Yale’s aspiring graduate worker union is one step closer to an election — now that it’s submitted “over 3,000” union authorization cards to a federal labor-relations office in Hartford.
That’s the latest with a three-decades-and-counting effort by Yale University’s graduate students, teachers, researchers, and workers to form a university-recognized union.
According to a Monday morning press release sent out by Ian Dunn, who is a spokesperson for Yale’s UNITE HERE Locals 34 and 35 as well as for the fledging graduate “Local 33” union, “Thousands of graduate teachers and researchers at Yale University signed union authorization cards that were submitted today to the NLRB [National Labor Relations Board] regional office in Hartford today. This filing comes on the heels of successful union elections at many of Yale’s peer institutions such as Harvard, Columbia, Brown, and MIT.”
Dunn later told the Independent that Local 33 dropped off “over 3,000” union cards in total.
That’s significantly more than half of the “approximately 4,000 graduate teachers and researchers” in the prospective bargaining unit, he said.
Monday’s press release includes quotes from a number of Yale graduate student-teachers who helped lead a hundreds-strong march up Hillhouse Avenue, across Sachem Street, and down Prospect Street earlier this month in a public rally calling for the university to recognize the aspiring graduate union and to remain “neutral” in a coming election.
This latest unionization effort also comes after recent years have seen a previous Local 33 cohort hold a partially won election, engage in a nationally watched hunger fast, and then quietly withdraw a union-recognition petition from a likely labor-hostile NLRB under the Trump Administration.
“The work my colleagues and I do is essential to Yale’s educational mission,” Local 33 organizer and Yale French language teacher Abigail Fields is quoted as saying in Monday’s press release. “I’m organizing with our campaign to win a graduate union because I love the work that I do, because I care about doing it well, and because I know that to be a good teacher to my students, I need to be trained, supported, and paid fairly.”
Regional NLRB office spokesperson Kayla Blado confirmed for the Independent on Monday that the Yale graduate students-teachers did indeed drop off a union-recognition petition earlier in the day.
Per the office’s public reporting protocol, however, she did not disclose how many signed union-recognition cards the aspiring union submitted. She did, however, confirm that the aspiring union’s petition claims that the size of the bargain unit is “approximately 4,000” members.
That number will likely be contested by Yale University. Because, while the aspiring union is looking to hold an election among Yale’s graduate teachers and researchers and workers, the university may claim that the the number of Yale’s graduate students is actually much higher than the 4,000-person number submitted by Local 33 for the purposes of defining the bargaining unit size.
In an email comment sent to the Independent for this article, Yale University spokesperson Karen Peart wrote: “We’ve just received the petition and are reviewing it. As we’ve previously shared, Yale supports a free and robust debate over graduate student unionization among those who may be affected by it, including the graduate students who would make up its ranks as well as faculty and other students. Yale also supports the rights of employees to form unions. The university has worked closely with Locals 34 and 35 to reach favorable contracts, and over the years, we have built productive relationships with our union partners.” She also passed along this link to a frequently asked questions webpage on Yale’s site about graduate student organizing. (Click here to read an “annotated” version of that FAQ put together by the aspiring grad union.)
So. What happens next?
Blado said that Local 33 must submit signed cards from at least 30 percent of the proposed bargaining unit in order to hold an election. It will likely take the NLRB regional office staffers a couple of days to determine exactly how many valid signed cards the aspiring union submitted.
After that, the two parties — in this case, the aspiring union and Yale University — must decide on whether they can agree on the terms of an election.
If they can, then Local 33 can move forward with a stipulated election agreement and hold an election.
If they can’t agree on the parameters of a union election, then the NLRB will host a hearing on the matter and the regional director from the Boston NLRB office will ultimately provide a written decision on whether or not there will be an election and on what terms.
Click here, here, and here to learn more.
“Local 33 now awaits a response from the Yale administration to our filing,” Dunn wrote in his Monday press release. “The university could also voluntarily recognize the union and we could get to work on a contract for graduate teachers and researchers.”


EXERCISE BRIEF
Reproduce each record exactly, but exclude every picture.

SUPPLIED MATERIAL START

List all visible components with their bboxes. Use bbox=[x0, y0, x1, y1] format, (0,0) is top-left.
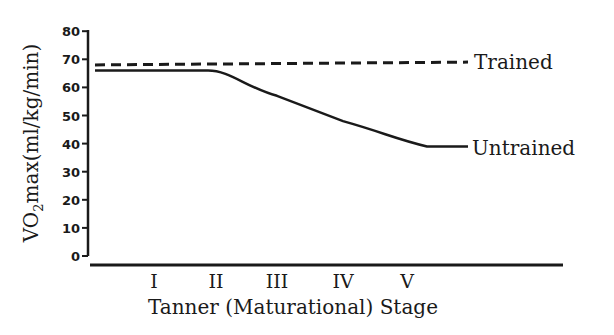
y-tick-label: 60 bbox=[62, 80, 80, 95]
y-tick-label: 50 bbox=[62, 109, 80, 124]
legend-untrained-label: Untrained bbox=[472, 136, 575, 160]
x-category-label: V bbox=[399, 270, 414, 292]
y-tick-label: 80 bbox=[62, 24, 80, 39]
y-axis-title: VO2max(ml/kg/min) bbox=[19, 44, 46, 244]
y-axis-title-subscript: 2 bbox=[31, 204, 46, 212]
y-tick-label: 30 bbox=[62, 165, 80, 180]
trained-series-line bbox=[95, 62, 468, 65]
y-ticks: 01020304050607080 bbox=[62, 24, 88, 264]
y-tick-label: 20 bbox=[62, 193, 80, 208]
legend-trained-label: Trained bbox=[474, 50, 553, 74]
x-category-label: III bbox=[266, 270, 289, 292]
y-tick-label: 10 bbox=[62, 221, 80, 236]
untrained-series-line bbox=[95, 71, 468, 147]
x-category-label: II bbox=[208, 270, 223, 292]
x-axis-title: Tanner (Maturational) Stage bbox=[148, 295, 438, 319]
y-axis-title-main: VO bbox=[19, 212, 43, 244]
chart-canvas: 01020304050607080 IIIIIIIVV Trained Untr… bbox=[0, 0, 614, 335]
y-tick-label: 0 bbox=[71, 249, 80, 264]
y-tick-label: 40 bbox=[62, 137, 80, 152]
y-axis-title-rest: max(ml/kg/min) bbox=[19, 44, 43, 204]
x-category-label: IV bbox=[332, 270, 354, 292]
y-tick-label: 70 bbox=[62, 52, 80, 67]
x-category-label: I bbox=[150, 270, 158, 292]
x-category-labels: IIIIIIIVV bbox=[150, 270, 414, 292]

SUPPLIED MATERIAL END

COMPLETED TASK
List all visible components with their bboxes. Use bbox=[x0, y0, x1, y1] format, (0,0) is top-left.
y-tick-label: 60 bbox=[62, 80, 80, 95]
y-tick-label: 50 bbox=[62, 109, 80, 124]
legend-untrained-label: Untrained bbox=[472, 136, 575, 160]
x-category-label: V bbox=[399, 270, 414, 292]
y-tick-label: 80 bbox=[62, 24, 80, 39]
y-axis-title: VO2max(ml/kg/min) bbox=[19, 44, 46, 244]
y-axis-title-subscript: 2 bbox=[31, 204, 46, 212]
y-tick-label: 30 bbox=[62, 165, 80, 180]
trained-series-line bbox=[95, 62, 468, 65]
y-ticks: 01020304050607080 bbox=[62, 24, 88, 264]
y-tick-label: 20 bbox=[62, 193, 80, 208]
legend-trained-label: Trained bbox=[474, 50, 553, 74]
x-category-label: III bbox=[266, 270, 289, 292]
y-tick-label: 10 bbox=[62, 221, 80, 236]
untrained-series-line bbox=[95, 71, 468, 147]
x-category-label: II bbox=[208, 270, 223, 292]
x-axis-title: Tanner (Maturational) Stage bbox=[148, 295, 438, 319]
y-axis-title-main: VO bbox=[19, 212, 43, 244]
chart-canvas: 01020304050607080 IIIIIIIVV Trained Untr… bbox=[0, 0, 614, 335]
y-tick-label: 0 bbox=[71, 249, 80, 264]
y-tick-label: 40 bbox=[62, 137, 80, 152]
y-axis-title-rest: max(ml/kg/min) bbox=[19, 44, 43, 204]
x-category-label: IV bbox=[332, 270, 354, 292]
y-tick-label: 70 bbox=[62, 52, 80, 67]
x-category-label: I bbox=[150, 270, 158, 292]
x-category-labels: IIIIIIIVV bbox=[150, 270, 414, 292]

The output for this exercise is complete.